Did we not deem the most important question here presented as in effect decided by the case of Burke v. Jeffries (20 Iowa, 145), and the reasoning on which that decision rests, and had the legislature, except as to existing suits, not provided a cure for cases like the present (acts 1868, ch. 80, p. 105, § 3), we might regard it as necessary to follow counsel in their very exhaustive and full arguments upon the various questions involved.

Under these circumstances, the court will state its opinion, without much elaboration upon the propositions essential to the determination of the present appeal.

1. "We are of opinion that the act of 1858 did not in its provisions apply to the town of Decorah, which, at the time of the passage of said act, was already incorporated. § 1. It is not necessary to say that none of the provisions of that act were intended to apply to existing corporations except section 61; it is only needful to decide, as we do, that none of the sections, and particularly section 51, involved in the determination of the present cause, apply to towns created and organized as was the town of Decorah, and in existence at the date of the taking effect of the act of 1858.

The grounds of this opinion will be found stated in Burke v. Jeffries, supra. Towns incorporated under special act and under the general law of the Code of 1851 (ch. 42) stand, in this respect, upon the same footing.

The correctness of this view is manifest by a fair construction of the act of 1858 in the light of its origin, and is corroborated by the subsequent legislation on the sub[16]*16ject. See act 1862, cb. 25, p. 23, extra session; act 1866, p. 61; act 1868, ch. 80, p. 107.

Following from this is the conclusion that the town of Decorah did not, by the mere election of officers, under the act of 1858, become in law organized thereunder and authorized to exercise the powers therein conferred upon the corporations to which it was applicable.

This being so, another conclusion follows, viz., that the organic act of the town was and continued to be chapter 42 of the Code of 1851, and the charter adopted thereunder.

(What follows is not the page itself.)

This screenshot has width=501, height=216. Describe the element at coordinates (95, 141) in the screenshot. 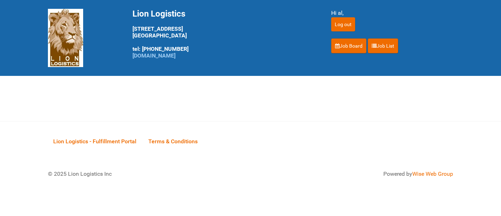

I see `a: Lion Logistics - Fulfillment Portal` at that location.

' ai —r— power of " eie'ctea. • 2. The court is of the opinion that the sidewalk ordi.nailce of 1867, above referred to, must be regarded in this proceeding (which necessarily involves the question of its validity) as unauthorized and without binding force, the present action being excepted • from the curative effect of the act of 1868. Laws .1868, ch. 80, p. 105.

This opinion rests upon the ground that the powers of a municipal corporation must be exercised by the proper governing body, and in the manner required by the constituent act or charter.

By the charter, the legislative authority of the town was vested in a president and board of six trustees. These officers were by the charter (§ 22) required to be elected annually “ on the last Tuesday in June.”

This body, and not another body, must exercise the legislative authority of the corporation. To no other body does the organic law of the place give the power to pass ordinances.

• The body which passed the ordinance in question was in law a different body from that provided for in the charter. It was elected under a different law, that is, under the law of 1858, not under the law of 1851; and the law of 1858 in this respect, at least, had, as we have [17]*17seen, no application to the town of Decorah. The election was held at a different time from that required by the charter. The body elected was a different body, because differently named and differently constituted. It consisted of a mayor, recorder and five trustees, and not of a president and six trustees. This latter body was not, in law, the legislative body of the corporation.

It is true that it may have supposed it was, and on this assumption have undertaken to exercise the corporate powers of the town. But the defendant, in an action brought by the corporation itself and based upon the vaN^. idity of the powers thus assumed, questions, and hag a, ■ right to question, the truth of this assumption.

This assumption, originating doubtless in an hqbpst^..' mistake growing out of the bungling phraseology of -‘t-l/fe!h’ act of 1858, may be validated by the authority of the ^ legislature; but without such curative intervention tlje’" courts cannot, in an action like the present, hold that it is legal.